Oracle foreign key ≠ referential integrity

I used to believe that implementing a foreign key in Oracle enforced referential integrity. Until today! Until reading this article by Tom Kyte, showing that this isn’t necessarily the truth. And I don’t think very many is aware of this. Yes – it does involve foreign keys allowing NULL values, but is’t that rather common?

Tom Kyte showed the following example (sorry for copying your example, but I leave the credit to you), using the following tables:

SQL> create table p
  2  	( x int,
  3  	  y int,
  4  	  z int,
  5  	  constraint p_pk primary key(x,y)
  6  	)
  7  /

Table created.

SQL> 
SQL> create table c
  2    ( x int,
  3  	 y int,
  4  	 z int,
  5  	 constraint c_fk_p foreign key (x,y) references p(x,y)
  6    )
  7  /

Table created.

As Tom explains this is a rather normal parent child relation introducing referential integrity. Which says something like: “Referential integrity garantees that there won’t exist a foreign key value in the child table, that doesn’t also exist as a primary key value in the parent table”.

But look at the rest of Tom’s example:

SQL> insert into c values (1,null,0);

1 row created.
 
SQL> select count( x||y ) from p;

COUNT(X||Y)
-----------
	  0
 
SQL> select count( x||y ) from c;

COUNT(X||Y)
-----------
	  1

Therefore – when having a composite foreign key allowing NULL values, this is not enough to implement referential integrity (as defined in the relational theory).

Actually I was on a seminar this other week with Chris Date, which strongly believe that you should not allow NULLs in your database (design). This is one of the examples that actually support this theory.
You might not want to remove all NULLs in your database. But you might want to introduce a constraint to complete the referential integrity constraint (you really thought was there all the time). As Tom suggests in his article:

SQL> rollback;

Rollback complete.

SQL> alter table c add constraint check_nullness
  2	check ( ( x is not null and y is not null ) or
  3*		( x is null and y is null ) )
SQL> /

Table altered.

SQL> insert into c values (1,null,0);
insert into c values (1,null,0)
*
ERROR at line 1:
ORA-02290: check constraint (LJ.CHECK_NULLNESS) violated

Then the foreign key once again works as I originally thought they did. Thanks Tom!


WHAT IS REQUIRED: Search the records for the string "airways", then copy each line that has it.

DATA TO USE:
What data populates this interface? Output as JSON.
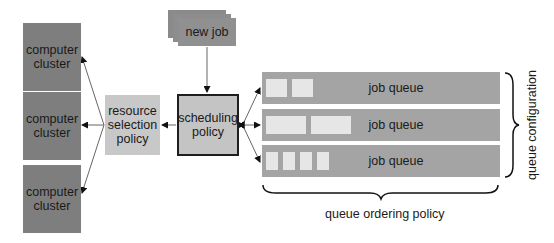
{
  "diagram": {
    "clusters": [
      {
        "label": "computer cluster"
      },
      {
        "label": "computer cluster"
      },
      {
        "label": "computer cluster"
      }
    ],
    "resource_policy": {
      "label": "resource selection policy"
    },
    "scheduling_policy": {
      "label": "scheduling policy"
    },
    "new_job": {
      "label": "new job"
    },
    "queues": [
      {
        "label": "job queue",
        "slots": 2
      },
      {
        "label": "job queue",
        "slots": 2
      },
      {
        "label": "job queue",
        "slots": 4
      }
    ],
    "queue_configuration_label": "queue configuration",
    "queue_ordering_label": "queue ordering policy"
  }
}
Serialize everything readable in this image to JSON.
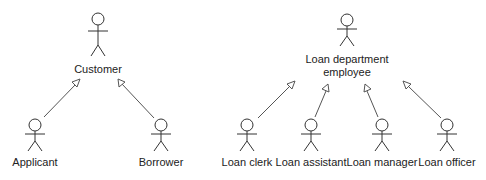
{
  "diagram": {
    "type": "uml-use-case-actor-generalization",
    "groups": [
      {
        "parent": {
          "id": "customer",
          "label_lines": [
            "Customer"
          ]
        },
        "children": [
          {
            "id": "applicant",
            "label_lines": [
              "Applicant"
            ]
          },
          {
            "id": "borrower",
            "label_lines": [
              "Borrower"
            ]
          }
        ]
      },
      {
        "parent": {
          "id": "loan-department-employee",
          "label_lines": [
            "Loan department",
            "employee"
          ]
        },
        "children": [
          {
            "id": "loan-clerk",
            "label_lines": [
              "Loan clerk"
            ]
          },
          {
            "id": "loan-assistant",
            "label_lines": [
              "Loan assistant"
            ]
          },
          {
            "id": "loan-manager",
            "label_lines": [
              "Loan manager"
            ]
          },
          {
            "id": "loan-officer",
            "label_lines": [
              "Loan officer"
            ]
          }
        ]
      }
    ],
    "relationship": "generalization (hollow triangle arrow from child to parent)"
  },
  "actors": {
    "customer": {
      "label": "Customer"
    },
    "applicant": {
      "label": "Applicant"
    },
    "borrower": {
      "label": "Borrower"
    },
    "loan_department_employee": {
      "line1": "Loan department",
      "line2": "employee"
    },
    "loan_clerk": {
      "label": "Loan clerk"
    },
    "loan_assistant": {
      "label": "Loan assistant"
    },
    "loan_manager": {
      "label": "Loan manager"
    },
    "loan_officer": {
      "label": "Loan officer"
    }
  },
  "colors": {
    "line": "#333333",
    "arrow": "#555555",
    "text": "#222222",
    "background": "#ffffff"
  }
}
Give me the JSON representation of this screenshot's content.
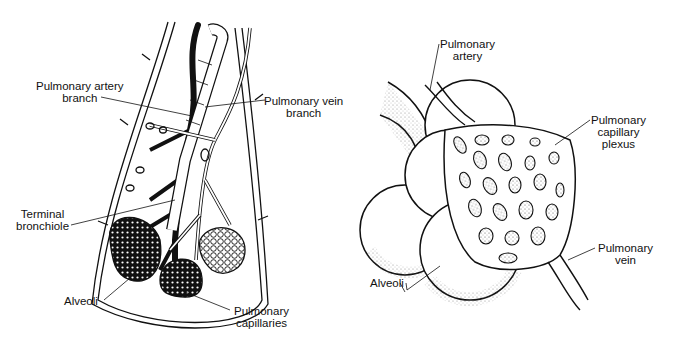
{
  "figure": {
    "left_panel": {
      "name": "Lung lobule with bronchiole and vessels",
      "labels": {
        "pulmonary_artery_branch": [
          "Pulmonary artery",
          "branch"
        ],
        "pulmonary_vein_branch": [
          "Pulmonary vein",
          "branch"
        ],
        "terminal_bronchiole": [
          "Terminal",
          "bronchiole"
        ],
        "alveoli": [
          "Alveoli"
        ],
        "pulmonary_capillaries": [
          "Pulmonary",
          "capillaries"
        ]
      }
    },
    "right_panel": {
      "name": "Alveoli with pulmonary capillary plexus",
      "labels": {
        "pulmonary_artery": [
          "Pulmonary",
          "artery"
        ],
        "pulmonary_capillary_plexus": [
          "Pulmonary",
          "capillary",
          "plexus"
        ],
        "alveoli": [
          "Alveoli"
        ],
        "pulmonary_vein": [
          "Pulmonary",
          "vein"
        ]
      }
    },
    "colors": {
      "ink": "#111111",
      "background": "#ffffff",
      "stipple": "#555555"
    }
  }
}
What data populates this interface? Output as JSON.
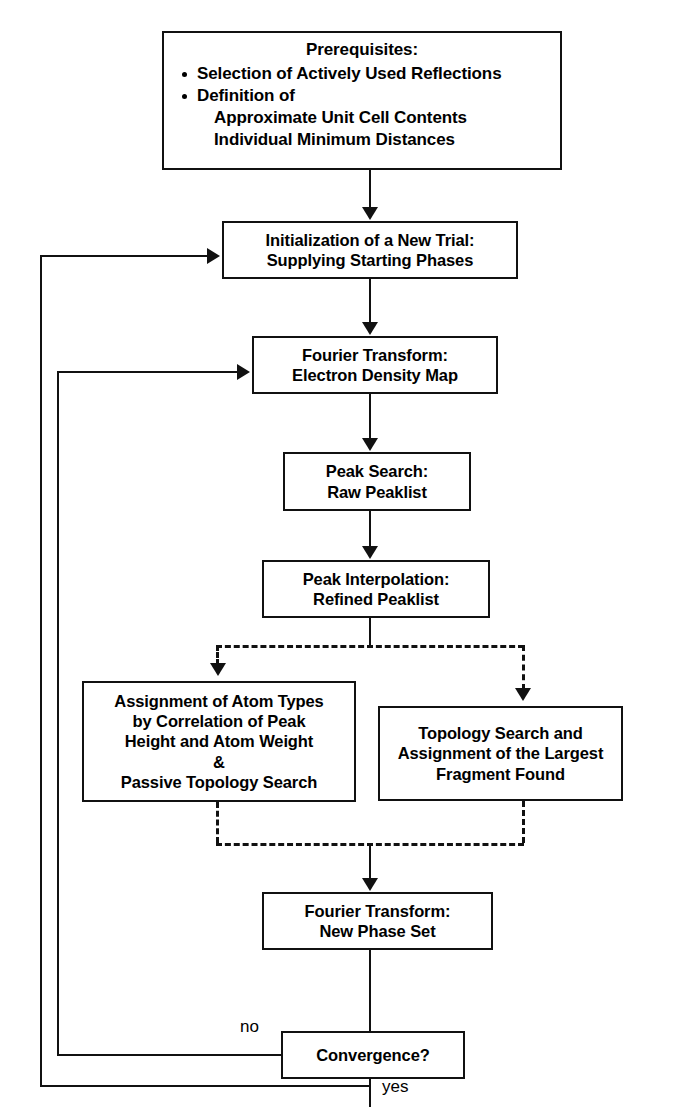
{
  "diagram": {
    "type": "flowchart",
    "background_color": "#ffffff",
    "line_color": "#111111",
    "text_color": "#000000"
  },
  "nodes": {
    "prerequisites": {
      "title": "Prerequisites:",
      "bullets": [
        "Selection of Actively Used Reflections",
        "Definition of"
      ],
      "sub_lines": [
        "Approximate Unit Cell Contents",
        "Individual Minimum Distances"
      ]
    },
    "initialization": {
      "line1": "Initialization of a New Trial:",
      "line2": "Supplying Starting Phases"
    },
    "fourier_density": {
      "line1": "Fourier Transform:",
      "line2": "Electron Density Map"
    },
    "peak_search": {
      "line1": "Peak Search:",
      "line2": "Raw Peaklist"
    },
    "peak_interpolation": {
      "line1": "Peak Interpolation:",
      "line2": "Refined Peaklist"
    },
    "atom_assignment": {
      "line1": "Assignment of Atom Types",
      "line2": "by Correlation of Peak",
      "line3": "Height and Atom Weight",
      "line4": "&",
      "line5": "Passive Topology Search"
    },
    "topology_search": {
      "line1": "Topology Search and",
      "line2": "Assignment of the Largest",
      "line3": "Fragment Found"
    },
    "fourier_phase": {
      "line1": "Fourier Transform:",
      "line2": "New Phase Set"
    },
    "convergence": {
      "line1": "Convergence?"
    }
  },
  "edge_labels": {
    "no": "no",
    "yes": "yes"
  }
}
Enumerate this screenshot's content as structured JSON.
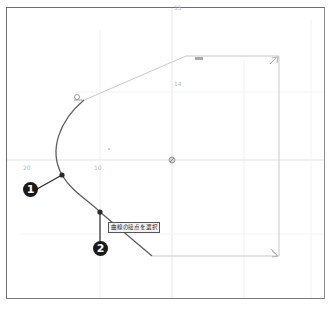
{
  "canvas": {
    "background": "#ffffff",
    "frame_color": "#6e6e6e",
    "grid_color": "#e6e6e6",
    "curve_color": "#5a5a5a",
    "construction_color": "#c8c8c8"
  },
  "callouts": [
    {
      "number": "1",
      "label": "1",
      "target": "curve-point-upper"
    },
    {
      "number": "2",
      "label": "2",
      "target": "curve-point-lower"
    }
  ],
  "tooltip": {
    "text": "曲線の接点を選択"
  },
  "axis_labels": {
    "left": "20",
    "mid": "10",
    "top": "15",
    "upper": "14",
    "dim_top": "888"
  }
}
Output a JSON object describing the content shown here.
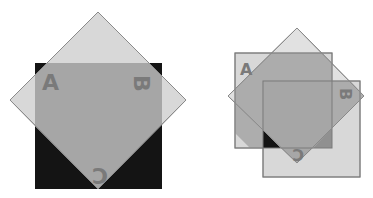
{
  "colors": {
    "background": "#ffffff",
    "light_gray": "#d8d8d8",
    "overlap_gray": "#a6a6a6",
    "black": "#141414",
    "outline": "#8a8a8a",
    "label": "#7a7a7a"
  },
  "figures": [
    {
      "name": "left-figure",
      "labels": {
        "a": "A",
        "b": "B",
        "c": "C"
      }
    },
    {
      "name": "right-figure",
      "labels": {
        "a": "A",
        "b": "B",
        "c": "C"
      }
    }
  ]
}
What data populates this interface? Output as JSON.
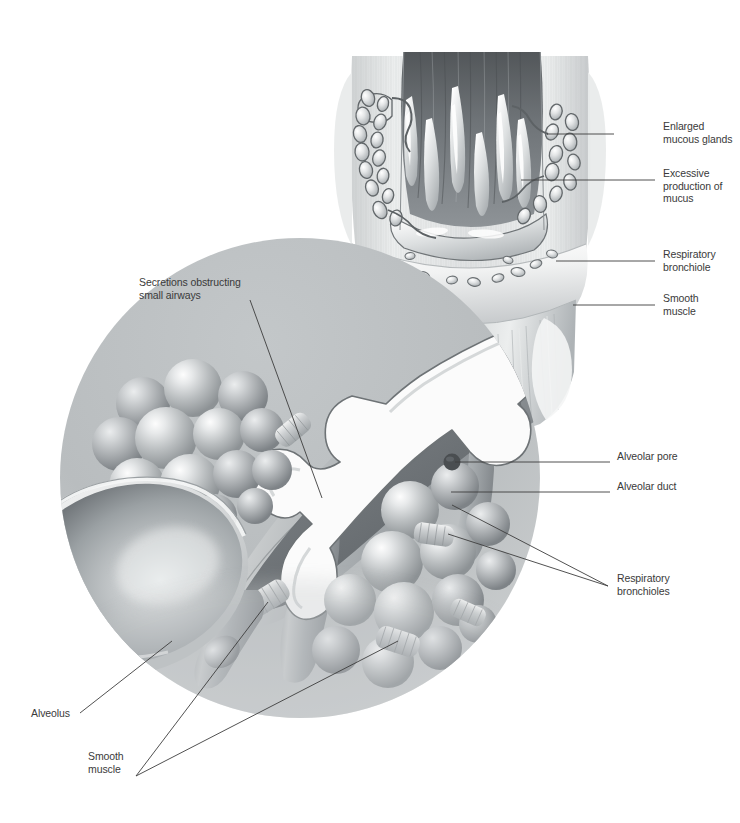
{
  "figure": {
    "background_color": "#ffffff",
    "text_color": "#3a3a3a",
    "leader_color": "#3d3d3d",
    "width": 740,
    "height": 823
  },
  "labels": [
    {
      "id": "enlarged-mucous-glands",
      "text": "Enlarged\nmucous glands",
      "align": "left",
      "x": 663,
      "y": 126,
      "leader": {
        "x1": 614,
        "y1": 134,
        "x2": 547,
        "y2": 134
      }
    },
    {
      "id": "excessive-production-of-mucus",
      "text": "Excessive\nproduction of mucus",
      "align": "left",
      "x": 663,
      "y": 173,
      "leader": {
        "x1": 655,
        "y1": 180,
        "x2": 521,
        "y2": 180
      }
    },
    {
      "id": "respiratory-bronchiole",
      "text": "Respiratory\nbronchiole",
      "align": "left",
      "x": 663,
      "y": 254,
      "leader": {
        "x1": 655,
        "y1": 261,
        "x2": 556,
        "y2": 261
      }
    },
    {
      "id": "smooth-muscle-upper",
      "text": "Smooth\nmuscle",
      "align": "left",
      "x": 663,
      "y": 298,
      "leader": {
        "x1": 655,
        "y1": 305,
        "x2": 573,
        "y2": 305
      }
    },
    {
      "id": "alveolar-pore",
      "text": "Alveolar pore",
      "align": "left",
      "x": 617,
      "y": 456,
      "leader": {
        "x1": 610,
        "y1": 462,
        "x2": 455,
        "y2": 462
      }
    },
    {
      "id": "alveolar-duct",
      "text": "Alveolar duct",
      "align": "left",
      "x": 617,
      "y": 486,
      "leader": {
        "x1": 610,
        "y1": 492,
        "x2": 451,
        "y2": 492
      }
    },
    {
      "id": "respiratory-bronchioles",
      "text": "Respiratory\nbronchioles",
      "align": "left",
      "x": 617,
      "y": 578,
      "leader_multi": [
        {
          "x1": 608,
          "y1": 586,
          "x2": 452,
          "y2": 505
        },
        {
          "x1": 608,
          "y1": 586,
          "x2": 448,
          "y2": 534
        }
      ]
    },
    {
      "id": "secretions-obstructing-small-airways",
      "text": "Secretions obstructing\nsmall airways",
      "align": "left",
      "x": 139,
      "y": 282,
      "leader": {
        "x1": 250,
        "y1": 300,
        "x2": 322,
        "y2": 498
      }
    },
    {
      "id": "alveolus",
      "text": "Alveolus",
      "align": "left",
      "x": 31,
      "y": 713,
      "leader": {
        "x1": 80,
        "y1": 713,
        "x2": 172,
        "y2": 641
      }
    },
    {
      "id": "smooth-muscle-lower",
      "text": "Smooth\nmuscle",
      "align": "left",
      "x": 88,
      "y": 756,
      "leader_multi": [
        {
          "x1": 136,
          "y1": 776,
          "x2": 268,
          "y2": 602
        },
        {
          "x1": 136,
          "y1": 776,
          "x2": 398,
          "y2": 641
        }
      ]
    }
  ],
  "scene": {
    "bronchus": {
      "name": "cut-away bronchus with hypertrophied mucous glands",
      "lumen_color": "#6f7478",
      "wall_color": "#d9dcdd"
    },
    "magnified_circle": {
      "name": "magnified alveolar region",
      "center_x": 300,
      "center_y": 478,
      "radius": 240,
      "fill_top": "#b9bdbf",
      "fill_bottom": "#d9dcdd"
    },
    "mucus_color": "#fbfbfb",
    "alveoli_color": "#b3b7b9"
  }
}
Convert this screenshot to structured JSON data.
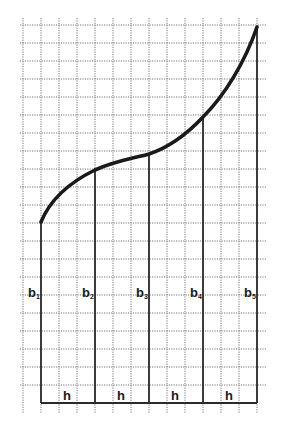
{
  "diagram": {
    "grid": {
      "x0": 23,
      "y0": 25,
      "step": 18,
      "cols": 14,
      "rows": 22,
      "color": "#6a6a6a"
    },
    "baseline_y": 403,
    "ordinates": [
      {
        "label": "b",
        "sub": "1",
        "x": 41,
        "top": 222
      },
      {
        "label": "b",
        "sub": "2",
        "x": 95,
        "top": 168
      },
      {
        "label": "b",
        "sub": "3",
        "x": 149,
        "top": 154
      },
      {
        "label": "b",
        "sub": "4",
        "x": 203,
        "top": 117
      },
      {
        "label": "b",
        "sub": "5",
        "x": 257,
        "top": 27
      }
    ],
    "interval_labels": [
      {
        "text": "h",
        "x": 63
      },
      {
        "text": "h",
        "x": 117
      },
      {
        "text": "h",
        "x": 171
      },
      {
        "text": "h",
        "x": 225
      }
    ],
    "curve_path": "M41,222 C48,205 62,186 95,170 C115,161 135,158 149,154 C170,147 188,133 203,117 C225,95 245,62 257,27"
  }
}
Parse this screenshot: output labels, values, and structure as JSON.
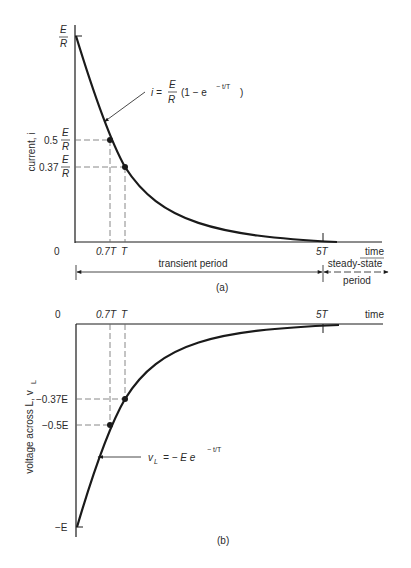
{
  "figure_a": {
    "caption": "(a)",
    "y_axis_label": "current, i",
    "x_axis_label": "time",
    "origin_label": "0",
    "y_ticks": [
      {
        "prefix": "",
        "num": "E",
        "den": "R",
        "value": 1.0
      },
      {
        "prefix": "0.5",
        "num": "E",
        "den": "R",
        "value": 0.5
      },
      {
        "prefix": "0.37",
        "num": "E",
        "den": "R",
        "value": 0.37
      }
    ],
    "x_ticks": [
      {
        "label": "0.7T",
        "value": 0.7
      },
      {
        "label": "T",
        "value": 1.0
      },
      {
        "label": "5T",
        "value": 5.0
      }
    ],
    "equation": {
      "lhs": "i =",
      "num": "E",
      "den": "R",
      "body": "(1 − e",
      "exponent": "− t/T",
      "close": ")"
    },
    "periods": {
      "transient": "transient period",
      "steady_line1": "steady-state",
      "steady_line2": "period"
    }
  },
  "figure_b": {
    "caption": "(b)",
    "y_axis_label": "voltage across L, v",
    "y_axis_label_sub": "L",
    "x_axis_label": "time",
    "origin_label": "0",
    "y_ticks": [
      {
        "label": "−0.37E",
        "value": -0.37
      },
      {
        "label": "−0.5E",
        "value": -0.5
      },
      {
        "label": "−E",
        "value": -1.0
      }
    ],
    "x_ticks": [
      {
        "label": "0.7T",
        "value": 0.7
      },
      {
        "label": "T",
        "value": 1.0
      },
      {
        "label": "5T",
        "value": 5.0
      }
    ],
    "equation": {
      "lhs": "v",
      "lhs_sub": "L",
      "eq": "= − E e",
      "exponent": "− t/T"
    }
  },
  "colors": {
    "ink": "#1a1a1a",
    "dashed": "#6a6a6a",
    "background": "#ffffff"
  }
}
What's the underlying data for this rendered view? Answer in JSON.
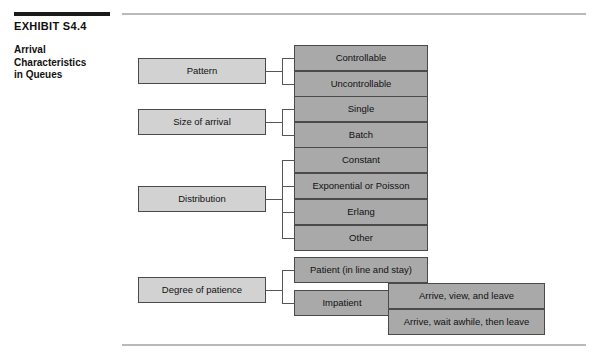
{
  "exhibit": {
    "number": "EXHIBIT S4.4",
    "title_lines": [
      "Arrival",
      "Characteristics",
      "in Queues"
    ],
    "title": "Arrival Characteristics in Queues"
  },
  "colors": {
    "level1_fill": "#d2d2d2",
    "level2_fill": "#a9a9a9",
    "box_border": "#4a4a4a",
    "connector": "#555555",
    "title_rule": "#1a1a1a",
    "page_rule": "#b9b9b9"
  },
  "diagram": {
    "type": "tree",
    "root_label": "Arrival Characteristics in Queues",
    "branches": [
      {
        "label": "Pattern",
        "children": [
          {
            "label": "Controllable"
          },
          {
            "label": "Uncontrollable"
          }
        ]
      },
      {
        "label": "Size of arrival",
        "children": [
          {
            "label": "Single"
          },
          {
            "label": "Batch"
          }
        ]
      },
      {
        "label": "Distribution",
        "children": [
          {
            "label": "Constant"
          },
          {
            "label": "Exponential or Poisson"
          },
          {
            "label": "Erlang"
          },
          {
            "label": "Other"
          }
        ]
      },
      {
        "label": "Degree of patience",
        "children": [
          {
            "label": "Patient (in line and stay)"
          },
          {
            "label": "Impatient",
            "children": [
              {
                "label": "Arrive, view, and leave"
              },
              {
                "label": "Arrive, wait awhile, then leave"
              }
            ]
          }
        ]
      }
    ]
  }
}
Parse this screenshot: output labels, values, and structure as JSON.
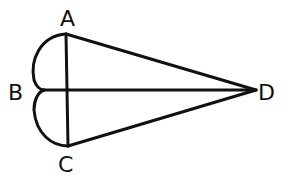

REPLY TO THE TASK:
      "id": "secretions-obstructing-small-airways",
      "text": "Secretions obstructing\nsmall airways",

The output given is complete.